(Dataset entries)
*** Begin section ***
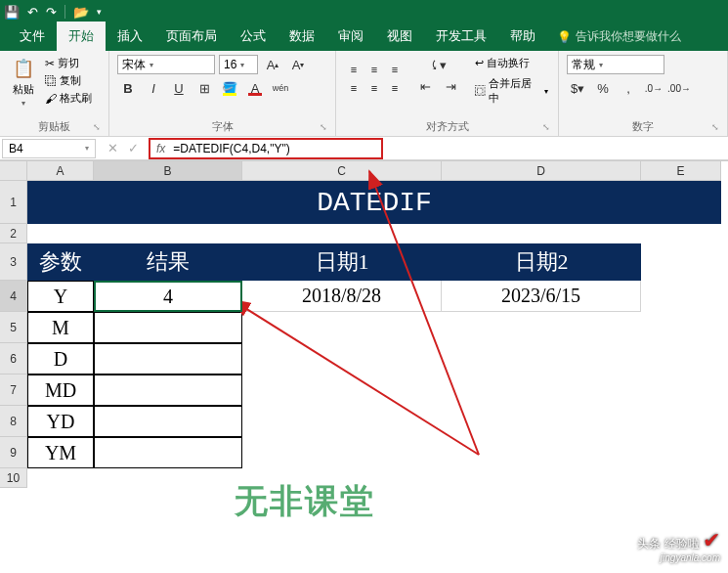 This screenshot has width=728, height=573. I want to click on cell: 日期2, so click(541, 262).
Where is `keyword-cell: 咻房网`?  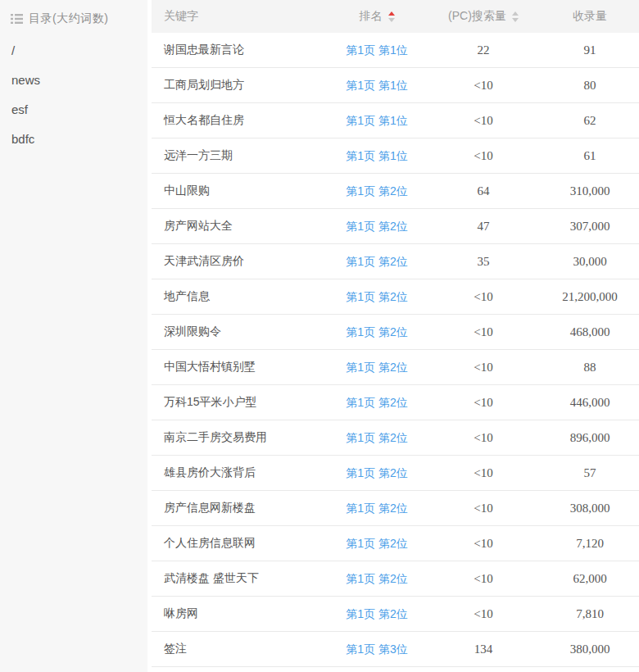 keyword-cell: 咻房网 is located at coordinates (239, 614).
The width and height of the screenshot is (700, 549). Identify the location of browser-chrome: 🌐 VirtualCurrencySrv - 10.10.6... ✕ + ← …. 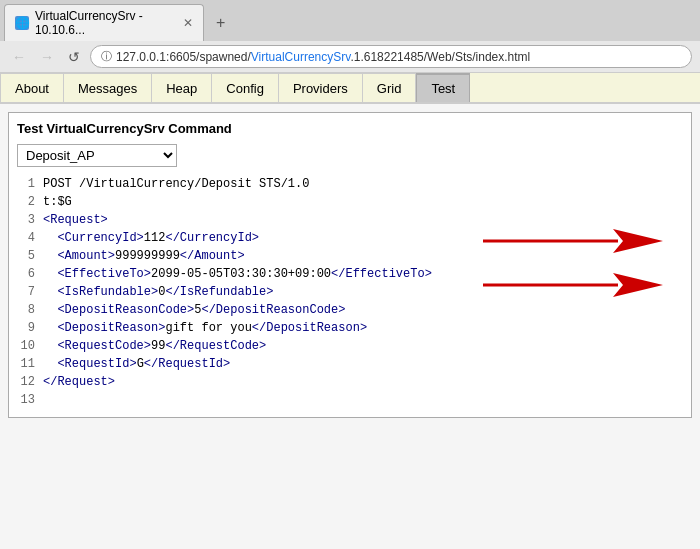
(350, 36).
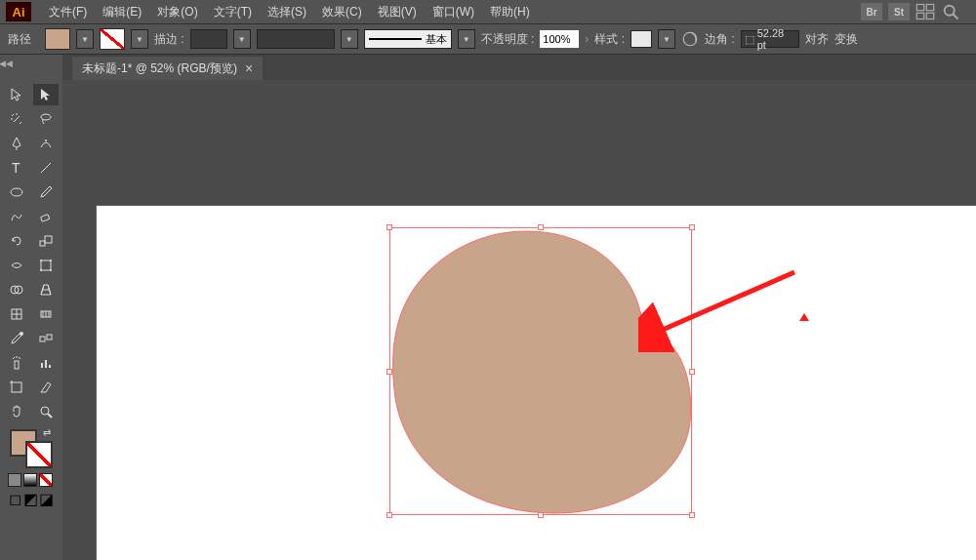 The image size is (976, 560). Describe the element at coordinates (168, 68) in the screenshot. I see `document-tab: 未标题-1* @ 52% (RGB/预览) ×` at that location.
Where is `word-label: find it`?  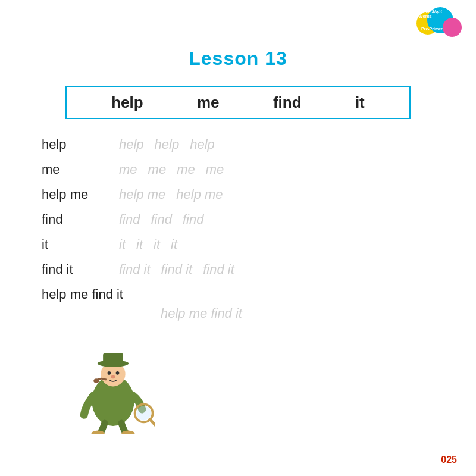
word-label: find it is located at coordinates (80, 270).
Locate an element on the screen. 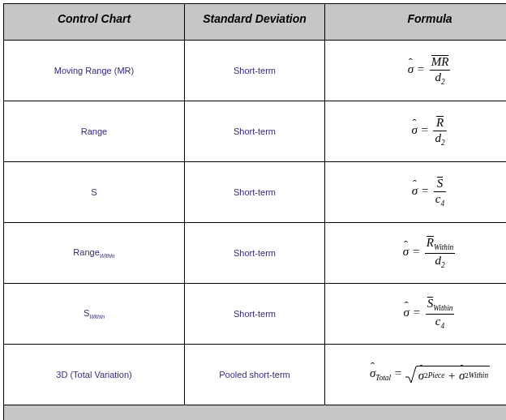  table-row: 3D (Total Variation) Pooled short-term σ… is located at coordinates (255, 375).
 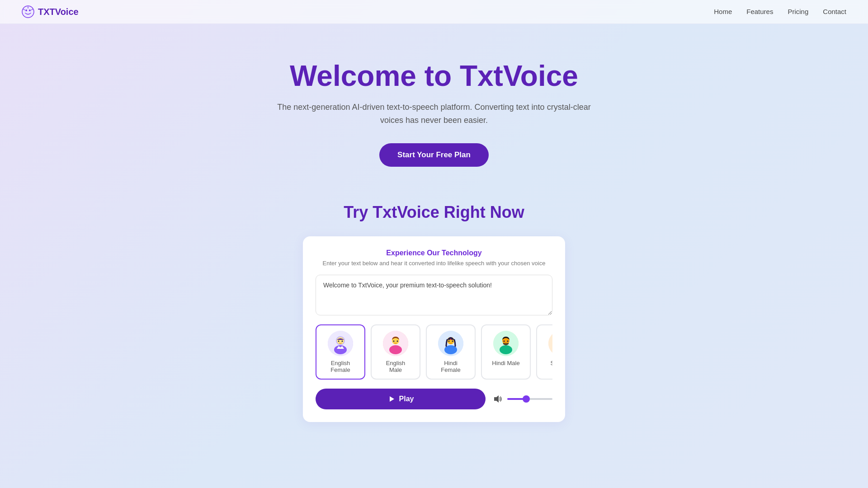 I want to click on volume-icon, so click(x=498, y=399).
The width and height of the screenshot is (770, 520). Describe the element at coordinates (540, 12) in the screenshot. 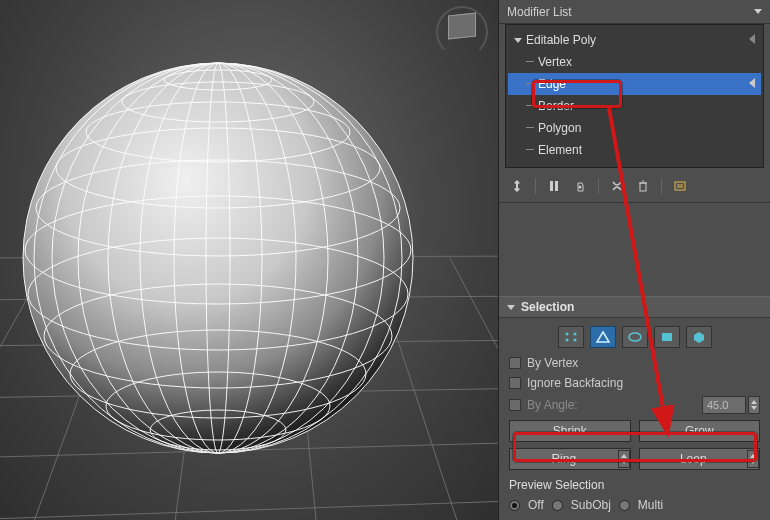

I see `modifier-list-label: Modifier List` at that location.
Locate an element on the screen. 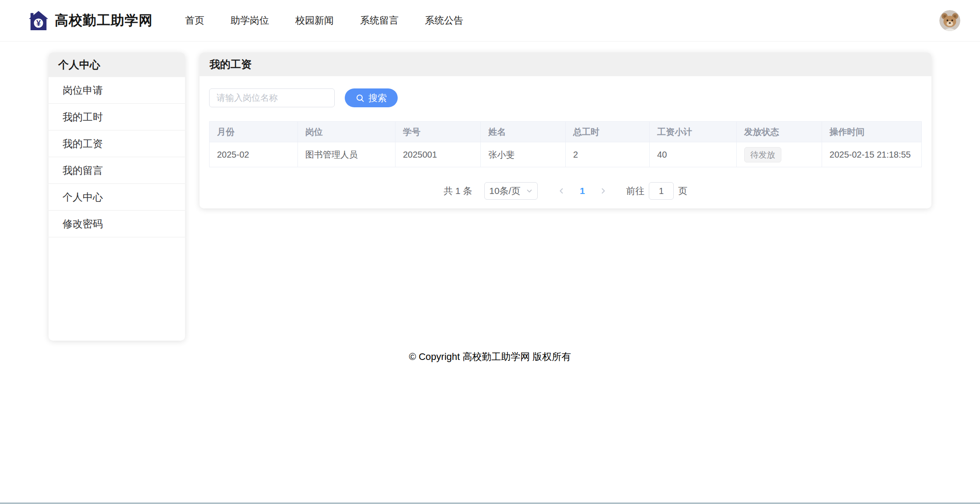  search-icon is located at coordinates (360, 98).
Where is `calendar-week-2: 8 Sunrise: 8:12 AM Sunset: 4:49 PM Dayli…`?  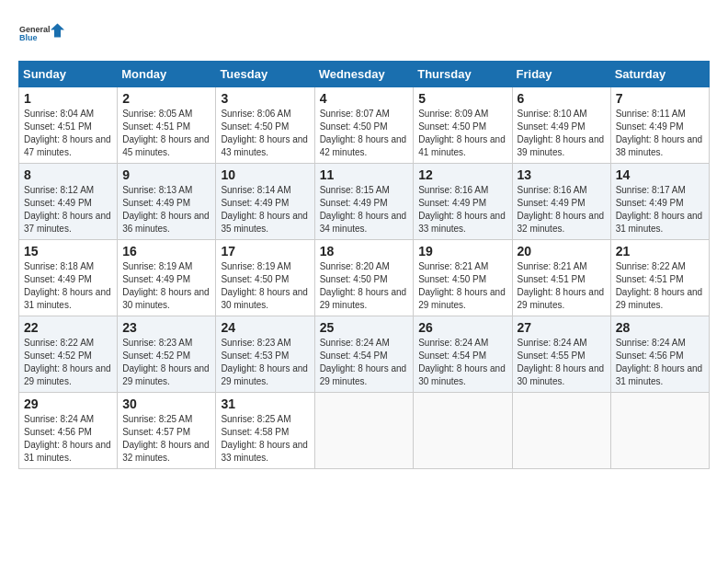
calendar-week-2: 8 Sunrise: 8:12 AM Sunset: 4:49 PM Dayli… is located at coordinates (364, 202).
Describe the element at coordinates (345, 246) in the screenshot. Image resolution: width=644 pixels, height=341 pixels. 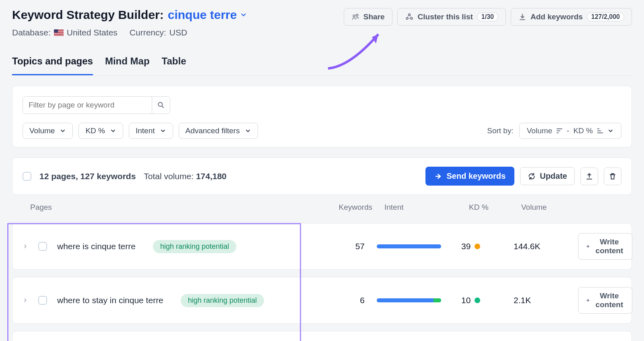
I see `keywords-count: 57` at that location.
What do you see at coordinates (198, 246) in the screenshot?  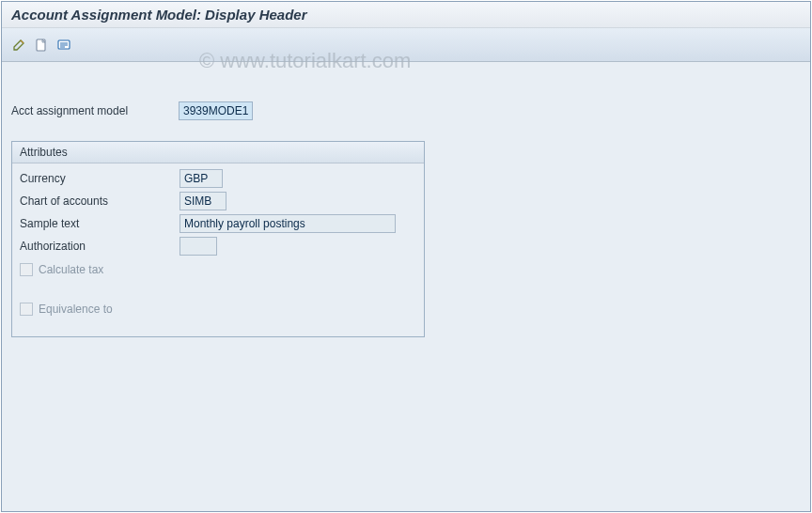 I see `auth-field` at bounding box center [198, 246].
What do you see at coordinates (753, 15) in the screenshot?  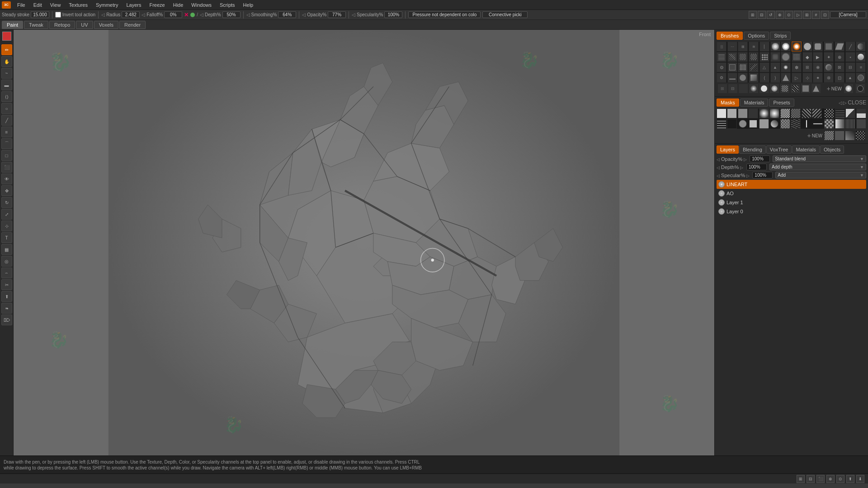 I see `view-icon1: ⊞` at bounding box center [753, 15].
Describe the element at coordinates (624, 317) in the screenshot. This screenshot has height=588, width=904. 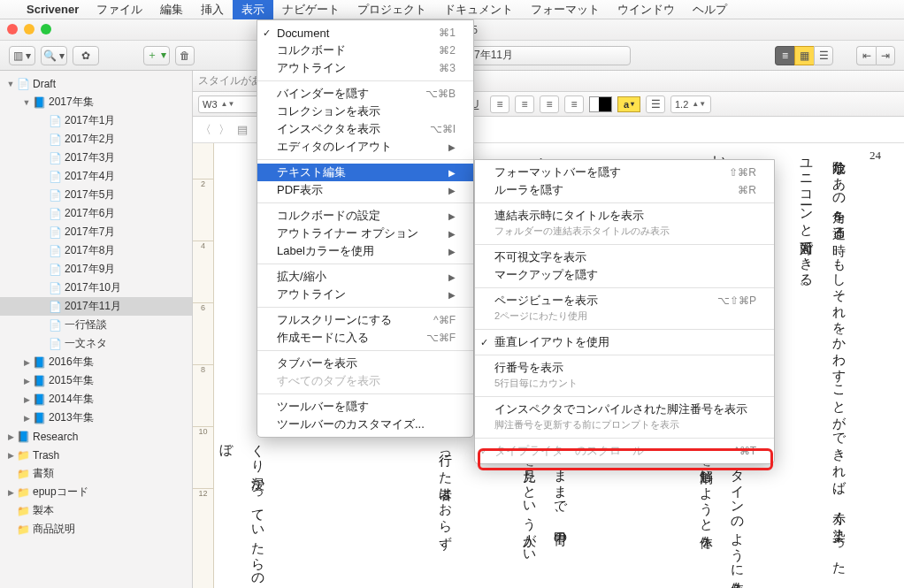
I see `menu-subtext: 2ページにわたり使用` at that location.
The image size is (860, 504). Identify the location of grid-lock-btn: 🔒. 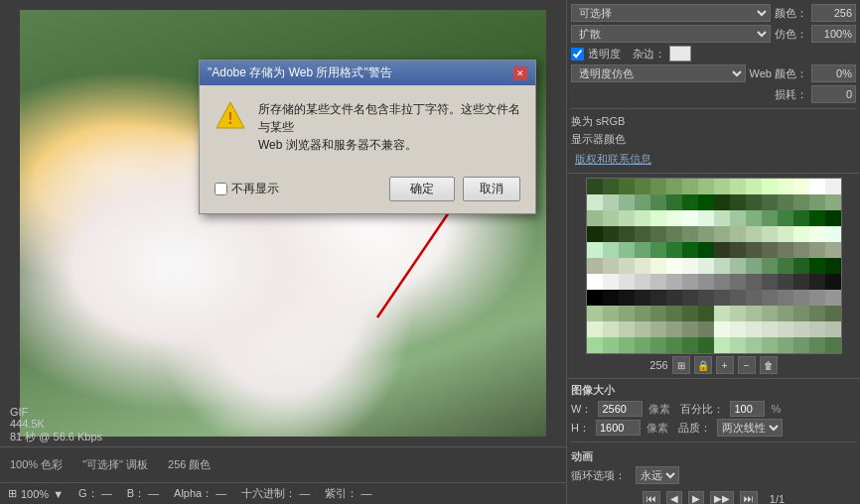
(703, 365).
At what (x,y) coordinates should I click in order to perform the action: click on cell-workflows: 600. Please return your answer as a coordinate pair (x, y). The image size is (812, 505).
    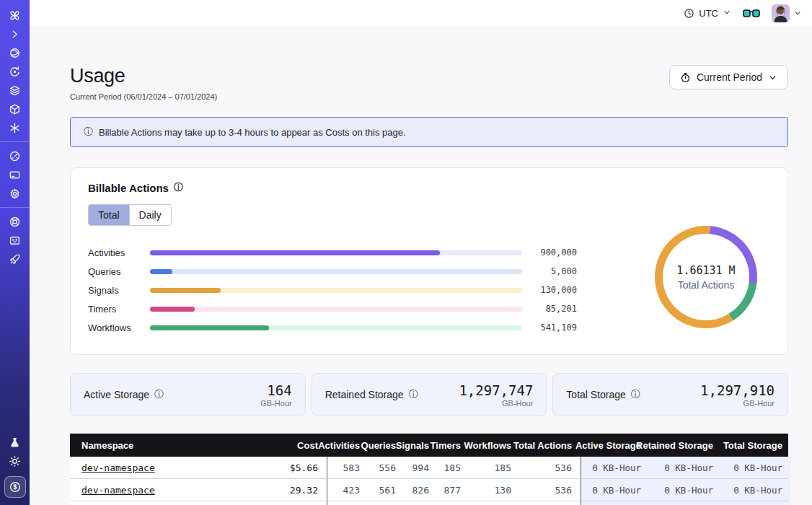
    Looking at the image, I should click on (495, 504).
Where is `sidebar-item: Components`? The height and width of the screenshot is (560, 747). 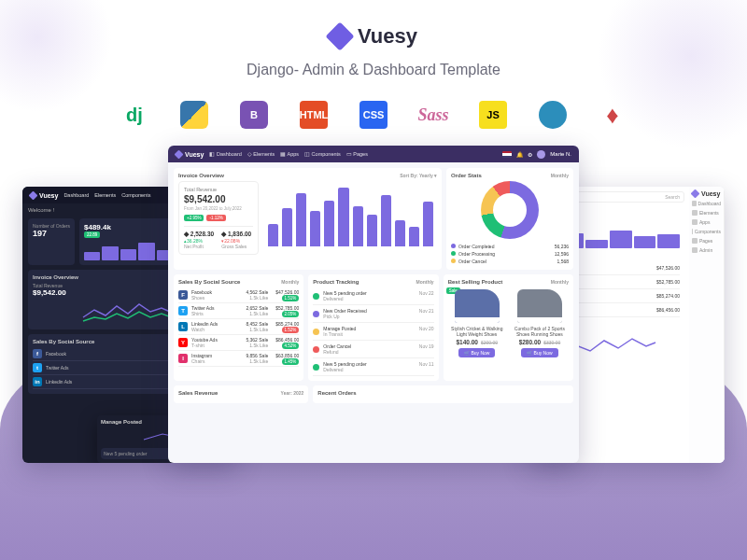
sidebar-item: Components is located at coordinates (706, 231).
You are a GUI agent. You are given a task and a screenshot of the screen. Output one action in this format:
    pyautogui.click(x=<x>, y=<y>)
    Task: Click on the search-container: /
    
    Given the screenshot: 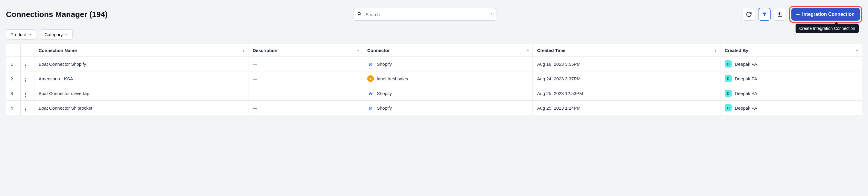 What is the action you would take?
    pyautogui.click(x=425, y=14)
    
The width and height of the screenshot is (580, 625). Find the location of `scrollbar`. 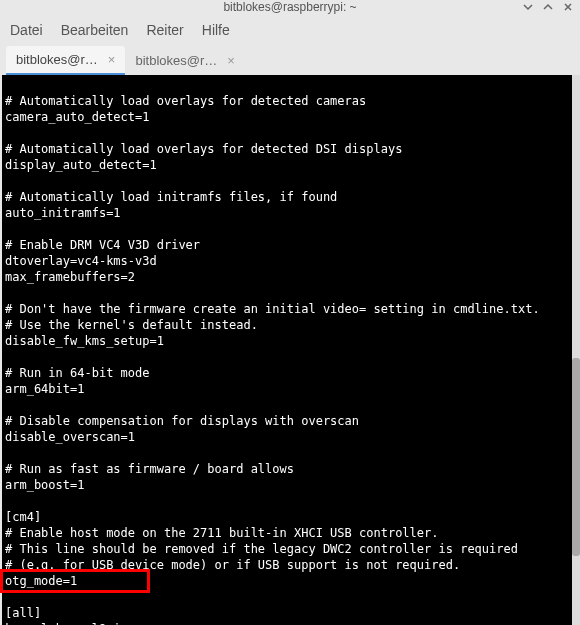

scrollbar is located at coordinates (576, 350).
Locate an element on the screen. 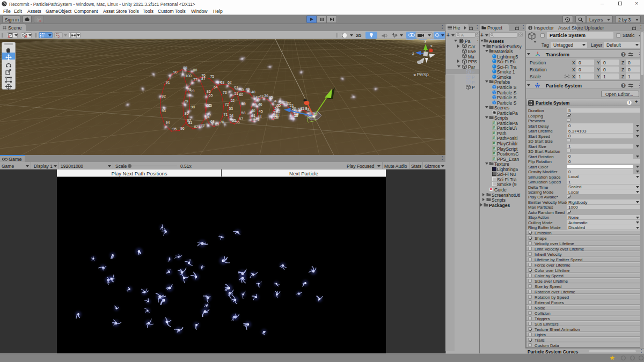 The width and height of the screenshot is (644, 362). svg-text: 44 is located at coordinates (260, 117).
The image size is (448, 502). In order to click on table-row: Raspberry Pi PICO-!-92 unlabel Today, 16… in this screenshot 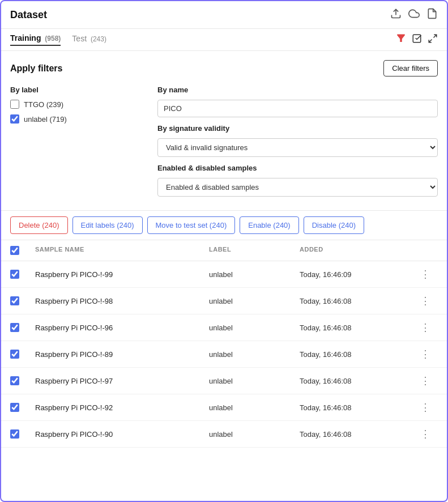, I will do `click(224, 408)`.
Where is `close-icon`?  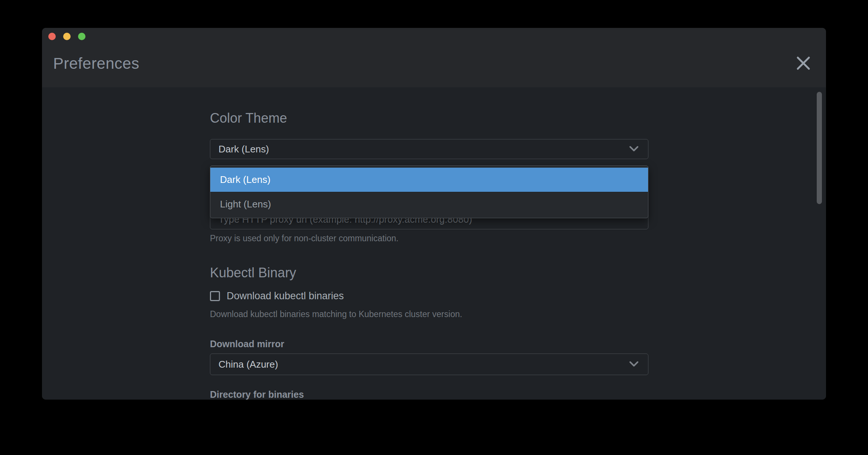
*** End section ***
Goal of the exercise:
The copy should hold only the lines from the one with "Describe the element at coordinates (624, 317)" through the one with "You are a GUI", exactly as they stand above. Leave out the pictures.

Response area:
Describe the element at coordinates (624, 317) in the screenshot. This screenshot has height=588, width=904. 
I see `menu-subtext: 2ページにわたり使用` at that location.
The image size is (860, 504). Identify the location of grid-lock-btn: 🔒. 
(703, 365).
At what (x,y) coordinates should I click in order to perform the action: click on cell-workflows: 600. Please return your answer as a coordinate pair (x, y). The image size is (812, 505).
    Looking at the image, I should click on (495, 504).
Where is `sidebar-item: Components`? The height and width of the screenshot is (560, 747). 
sidebar-item: Components is located at coordinates (706, 231).
You are a GUI agent. You are given a task and a screenshot of the screen. Output one action in this format:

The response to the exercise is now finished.